Proslavery Leader's Desk

This desk was brought to Douglas County, Kansas Territory, in 1855 by George W. Clarke, a Pottawatomie Indian agent, slave owner, and ardent slavery supporter. Photo of opened desk.

Clarke was a notorious proslavery leader during the "Bleeding Kansas" period of history, when opposing forces sought control over the state based on the issue of slavery. Clarke had been suspected of killing a free-state man, Thomas Barber, near Lawrence in 1855 during the Wakarusa War but was never convicted. In the fall of 1856 Clarke led a party of 400 Missourians into Linn County on the eastern edge of the state, where, in the words of a fellow proslavery man, they "plundered, robbed and burned out of house and home nearly every Free-state family in Linn County, while [Clarke's] hands were steeped in innocent blood, and the light of burning buildings marked his course."

In 1856, while Clarke sat reading by the desk at his home near Lecompton, someone--presumably a free-stater--shot at him. Clarke was uninjured but the desk did not fare as well.
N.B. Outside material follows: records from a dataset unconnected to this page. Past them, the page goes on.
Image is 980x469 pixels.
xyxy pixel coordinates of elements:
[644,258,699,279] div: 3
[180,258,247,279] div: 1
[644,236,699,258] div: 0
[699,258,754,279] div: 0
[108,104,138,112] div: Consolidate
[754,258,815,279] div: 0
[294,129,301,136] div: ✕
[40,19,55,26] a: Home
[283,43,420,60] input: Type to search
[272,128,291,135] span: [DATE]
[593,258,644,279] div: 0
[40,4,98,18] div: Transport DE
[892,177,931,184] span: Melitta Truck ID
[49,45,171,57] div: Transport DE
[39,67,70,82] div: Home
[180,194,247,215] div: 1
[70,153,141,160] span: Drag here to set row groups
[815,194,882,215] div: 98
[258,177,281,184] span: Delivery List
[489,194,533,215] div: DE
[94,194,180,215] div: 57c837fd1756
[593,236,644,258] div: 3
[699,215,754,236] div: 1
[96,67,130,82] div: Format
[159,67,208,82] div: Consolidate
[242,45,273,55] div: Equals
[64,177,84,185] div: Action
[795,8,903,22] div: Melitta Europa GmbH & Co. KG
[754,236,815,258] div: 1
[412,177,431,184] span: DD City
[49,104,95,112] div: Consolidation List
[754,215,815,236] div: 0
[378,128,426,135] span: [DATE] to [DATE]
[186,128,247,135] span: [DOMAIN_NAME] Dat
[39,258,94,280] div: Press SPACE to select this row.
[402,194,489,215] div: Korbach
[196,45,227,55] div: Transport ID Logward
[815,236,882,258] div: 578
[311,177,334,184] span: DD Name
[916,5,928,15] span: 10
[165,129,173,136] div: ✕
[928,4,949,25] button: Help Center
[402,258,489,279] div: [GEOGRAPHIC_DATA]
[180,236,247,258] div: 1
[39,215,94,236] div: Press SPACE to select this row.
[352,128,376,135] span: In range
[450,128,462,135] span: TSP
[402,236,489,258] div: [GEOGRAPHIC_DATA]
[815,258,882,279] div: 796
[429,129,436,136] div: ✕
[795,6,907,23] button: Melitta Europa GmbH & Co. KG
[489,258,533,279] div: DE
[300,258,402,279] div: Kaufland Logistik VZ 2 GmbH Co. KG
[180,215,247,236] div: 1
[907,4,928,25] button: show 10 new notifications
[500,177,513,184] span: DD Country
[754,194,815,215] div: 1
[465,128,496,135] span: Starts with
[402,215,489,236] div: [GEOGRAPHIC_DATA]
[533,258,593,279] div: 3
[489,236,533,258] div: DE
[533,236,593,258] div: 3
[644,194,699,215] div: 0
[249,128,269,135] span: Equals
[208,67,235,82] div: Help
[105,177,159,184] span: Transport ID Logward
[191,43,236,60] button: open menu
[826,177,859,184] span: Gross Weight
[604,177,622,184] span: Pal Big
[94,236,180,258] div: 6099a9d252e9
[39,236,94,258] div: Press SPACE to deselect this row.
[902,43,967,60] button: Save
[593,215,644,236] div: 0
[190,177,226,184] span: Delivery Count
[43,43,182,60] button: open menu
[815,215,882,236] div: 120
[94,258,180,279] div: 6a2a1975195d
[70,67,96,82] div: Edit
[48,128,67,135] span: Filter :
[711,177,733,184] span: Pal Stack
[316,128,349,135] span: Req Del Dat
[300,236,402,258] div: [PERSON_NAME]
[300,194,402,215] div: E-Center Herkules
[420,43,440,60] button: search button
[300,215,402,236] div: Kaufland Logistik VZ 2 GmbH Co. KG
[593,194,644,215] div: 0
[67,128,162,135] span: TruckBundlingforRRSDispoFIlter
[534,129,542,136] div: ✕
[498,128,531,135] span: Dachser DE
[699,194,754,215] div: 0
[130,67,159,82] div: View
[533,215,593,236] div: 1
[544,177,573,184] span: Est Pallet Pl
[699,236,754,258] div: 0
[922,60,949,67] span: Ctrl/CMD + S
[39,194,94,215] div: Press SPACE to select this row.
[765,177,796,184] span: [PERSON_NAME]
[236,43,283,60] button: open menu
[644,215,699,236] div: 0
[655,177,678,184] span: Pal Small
The bullet passed through the front of the desk and left a divot in the surface of the drawer directly behind it. The hole left by the bullet can be seen in the photo at bottom right (click on photo for enlargement); the hole is the dark spot below the keyhole and near left-center.

Photo of closed desk.

In 1857 Clarke began work in the U. S. Land office in Fort Scott, Bourbon County. In a 1904 interview, Judge William Margrave gave the following account of George W. Clarke during this period: "[He] was practically registrar of the land office but there was a story afloat, and I guess it was true, that he had killed somebody up near Lecompton and the government wouldn't appoint him directly but appointed somebody else and Clarke performed the duties." Clarke continued his proslavery activities in Fort Scott and in nearby Missouri until he was finally driven out of the state and into southwestern Missouri in August, 1858.

Judge Margrave purchased Clarke's desk in 1858 for $14.00. Margrave was a probate judge in Bourbon County and a former free-state legislative candidate. He used the desk in his courtroom from 1858 until October, 1864, when, under threat of invasion of Fort Scott by Confederate General Sterling Price, much personal property (including the desk) was removed from the town.

At this time, Captain Charles Judson of the Sixth Kansas Cavalry came into possession of the desk and carried it with him on an expedition through Arkansas in 1864. About a year later, while the Sixth was in camp at Fort Scott, Judge Margrave recognized his desk in the captain's tent and recovered it. He continued to use the desk in his courtroom until 1902, when he presented it to the Kansas Historical Society. The desk is in the collections of the Society's Kansas Museum of History.

"[Clarke] was a border ruffian of the worst kind," recalled Margrave in 1904. "If he wasn't killed before he got away from Kansas it was a mistake on the part of the people who knew him."